A whopping 56% of enterprises are using computer vision today and 95% are using or planning to use computer vision in the next year. This data point tells us how important computer vision is for a thriving enterprise. But what is visual search and how is this technology embedded in a compelling value proposition for customers? Below, we look at this ever-growing area of AI.
Computer vision and the subset of visual search has been around as a research topic for over a generation, but it was not until the 1990s that real usable models and their applications began to appear. Growth since then has been due to three significant advances.
1. The raw computing power of machines now deployable on demand in scalable cloud services.
2. NVIDIA’s parallelizable Graphics Processings Units for deep learning.
3. The creation of large, labelled, high-dimensional visual data sets such as ImageNet and Pascal.
These have prevented many instances of overfitting (fitting your conclusions to the data set and declaring victory), as the image net alone contains 14 million hand labelled images!
With hardware mitigating computational expenses, in and around 2012-2015, Convolutional Neural Networks (CNN) began to appear. This was the breakthrough needed to train a computer to recognize an object. A CNN consists of a few layers:
1. Convolutional layer, which can be thought of as a way to scan blocks of pixels and create a map of the features of an image.
2. Max-pooling layer that tells you the relative position of a feature and gets rid of the less important information to make the model faster.
3. Fully connected layers that assign various weights and probabilities to the features.
In the end, the network gives you the probability that your selected image matches another image. If the probability is high enough, the answer will be affirmative. This exciting ability was able to open a range of new possibilities.
Visual Search can encompass a range of activities, but we can summarize the major efforts into three basic categories:
Image Processing – enhancing an image for viewing or modifying it for further use. Not strictly speaking, visual search.
Narrative Description – the cutting edge of computer vision and still in the beginning stages of development. This may involve a conceptual description of a scene or description of an activity or the intention or behavior of an object. This is where Natural Language Processing joins computer vision.
Object Detection – extracting an object(s) from an image and labeling it, the most popular use of Visual Search. This may include 3D scene interpretation.
The research into Visual Search has spawned several variations of architecture designed to search for an object. Some are more accurate than others and some are faster. The trade-off between speed and accuracy is an important decision for any decision.
If you are an insurance company trying to determine if the damage to a car is significant or if you are trying to determine the probability fraud for a previously submitted claim, you will be using Fast (or Faster) R-CNN architecture. If you are concerned about matching something roughly, such as a sofa or chair, you might have a customer draw a box around the object (a bounding box) and use YOLO or SSD architecture. This is less accurate and requires your user to actively participate by drawing the box, but it is significantly faster.
What if you have more than one product in an image? Image Segmentation has shown great promise for that. Image segmentation is the process of identifying pixels in meaningful or perceptually similar regions. This is currently in use for both images and videos. This method is called Mask-R-CNN, which is a modification of the Faster R-CNN architecture. This method adds a separate mask “head” to the Faster R-CNN network. The mask “head” is an additional CNN (to scan for additional features such as edges) and outputs an m x m mask (a series of really tight squares in and around an object) for each region.
Advances have come so fast that this is now available for use in video as well. Although this is immediately recognizable as a product for use in autonomous vehicles, it can be used by stores to identify items on shelves or warehouses to analyze and optimize utilized space. An example that we have created is shown below:
There are many applications of Visual Search yet to be explored. While only a few years ago people thought it was impossible for cars to be self-driving, we are closer than ever to this reality. The ability to identify objects in real-time are advanced enough that we can begin to imagine that this technology will be able to guide public buses along fixed routes at pre-determined safe speeds. With this, insurance companies will be called upon to calculate the safety of these new algorithms opening new jobs where none existed before.
In medicine, much of the hype and attention currently has been around detection of anomalies in tissue. Visual Search will allow doctors to find new patterns in electrical activity of brain neurons and look at minor variations in the gait and movement of athletes to inform optimal performance. Some products collecting data like Sony’s Hawk-eye will begin to be harnessed to more complex machine learning analytics.
More prosaically Visual Search has been harnessed to deliver more accurate discovery of objects in stores. The variety and variation of products in many online shops is staggering. Etsy alone is said to have over 60 million objects for sale. Finding what you want on this type of platform can be a difficult task as users may not communicate well in English, rendering keyword search useless.
Descriptions play a crucial role in the sale of a product (which we will discuss in a future blog) but the journey to the point where you can describe your product is primarily visual, and this can help improve customer engagement. As customers and buyers depend heavily on phones and their activity is more connected to scrolling through pictures, the need to connect your product to what a customer is viewing is critical.
Showing similar but not identical products are one way advertising will be made better as algorithms learn how to match what is best in your catalog with what customers are interested in.
Get in touch with our team today to understand how you can utilize Visual Search within your business.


• _Problem description_
What you return must match the records exactly, except that the pictures are gone.

• _Records provided_
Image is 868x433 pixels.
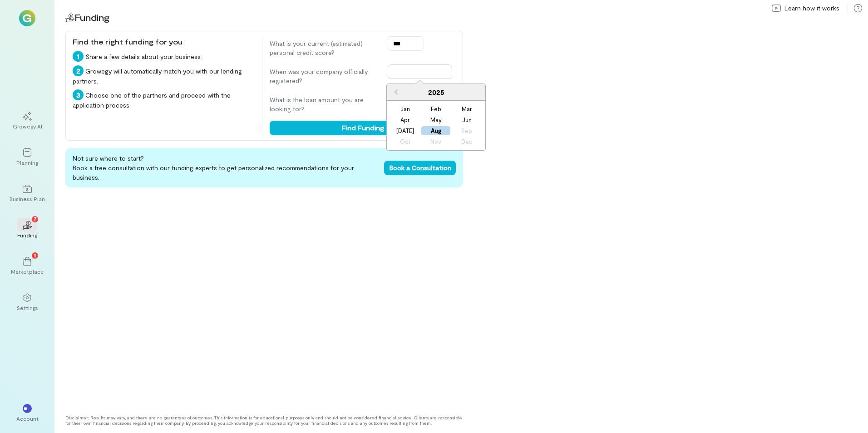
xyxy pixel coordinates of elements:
[421,115,451,125] div: Choose May 2025
[270,121,456,135] button: Find Funding
[387,84,486,101] div: 2025
[34,251,36,259] span: 1
[11,213,44,246] a: Funding
[421,104,451,113] div: Choose February 2025
[270,95,379,113] label: What is the loan amount you are looking for?
[11,104,44,137] a: Growegy AI
[73,65,84,76] div: 2
[11,286,44,318] a: Settings
[65,148,463,188] div: Not sure where to start? Book a free consultation with our funding experts to get personalized re...
[73,89,84,100] div: 3
[391,126,419,135] div: Choose July 2025
[11,177,44,210] a: Business Plan
[388,85,402,99] button: Previous Year
[74,12,110,23] span: Funding
[384,161,456,175] button: Book a Consultation
[452,104,481,113] div: Choose March 2025
[34,215,37,223] span: 7
[390,103,483,147] div: month 2025-08
[391,115,419,125] div: Choose April 2025
[73,51,84,62] div: 1
[452,126,481,135] div: Not available September 2025
[73,89,255,110] div: Choose one of the partners and proceed with the application process.
[421,137,451,146] div: Not available November 2025
[17,304,38,312] div: Settings
[16,415,39,422] div: Account
[785,4,840,13] span: Learn how it works
[390,164,451,171] span: Book a Consultation
[11,268,44,275] div: Marketplace
[421,126,451,135] div: Choose August 2025
[16,159,38,166] div: Planning
[270,39,379,57] label: What is your current (estimated) personal credit score?
[13,123,42,130] div: Growegy AI
[73,51,255,62] div: Share a few details about your business.
[391,104,419,113] div: Choose January 2025
[73,65,255,86] div: Growegy will automatically match you with our lending partners.
[452,137,481,146] div: Not available December 2025
[11,141,44,173] a: Planning
[18,232,37,239] div: Funding
[452,115,481,125] div: Choose June 2025
[9,195,45,203] div: Business Plan
[11,250,44,282] a: Marketplace
[73,36,255,47] div: Find the right funding for you
[391,137,419,146] div: Not available October 2025
[270,67,379,85] label: When was your company officially registered?
[65,415,463,426] div: Disclaimer: Results may vary, and there are no guarantees of outcomes. This information is for ed...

• _Answer space_
Image is 868x433 pixels.
xyxy pixel coordinates of elements:
[421,115,451,125] div: Choose May 2025
[270,121,456,135] button: Find Funding
[387,84,486,101] div: 2025
[34,251,36,259] span: 1
[11,213,44,246] a: Funding
[421,104,451,113] div: Choose February 2025
[270,95,379,113] label: What is the loan amount you are looking for?
[11,104,44,137] a: Growegy AI
[73,65,84,76] div: 2
[11,286,44,318] a: Settings
[65,148,463,188] div: Not sure where to start? Book a free consultation with our funding experts to get personalized re...
[73,89,84,100] div: 3
[391,126,419,135] div: Choose July 2025
[11,177,44,210] a: Business Plan
[388,85,402,99] button: Previous Year
[74,12,110,23] span: Funding
[384,161,456,175] button: Book a Consultation
[452,104,481,113] div: Choose March 2025
[34,215,37,223] span: 7
[390,103,483,147] div: month 2025-08
[391,115,419,125] div: Choose April 2025
[73,51,84,62] div: 1
[452,126,481,135] div: Not available September 2025
[73,89,255,110] div: Choose one of the partners and proceed with the application process.
[421,137,451,146] div: Not available November 2025
[17,304,38,312] div: Settings
[16,415,39,422] div: Account
[785,4,840,13] span: Learn how it works
[390,164,451,171] span: Book a Consultation
[11,268,44,275] div: Marketplace
[421,126,451,135] div: Choose August 2025
[16,159,38,166] div: Planning
[270,39,379,57] label: What is your current (estimated) personal credit score?
[13,123,42,130] div: Growegy AI
[73,51,255,62] div: Share a few details about your business.
[391,104,419,113] div: Choose January 2025
[73,65,255,86] div: Growegy will automatically match you with our lending partners.
[452,137,481,146] div: Not available December 2025
[11,141,44,173] a: Planning
[18,232,37,239] div: Funding
[452,115,481,125] div: Choose June 2025
[9,195,45,203] div: Business Plan
[11,250,44,282] a: Marketplace
[73,36,255,47] div: Find the right funding for you
[391,137,419,146] div: Not available October 2025
[270,67,379,85] label: When was your company officially registered?
[65,415,463,426] div: Disclaimer: Results may vary, and there are no guarantees of outcomes. This information is for ed...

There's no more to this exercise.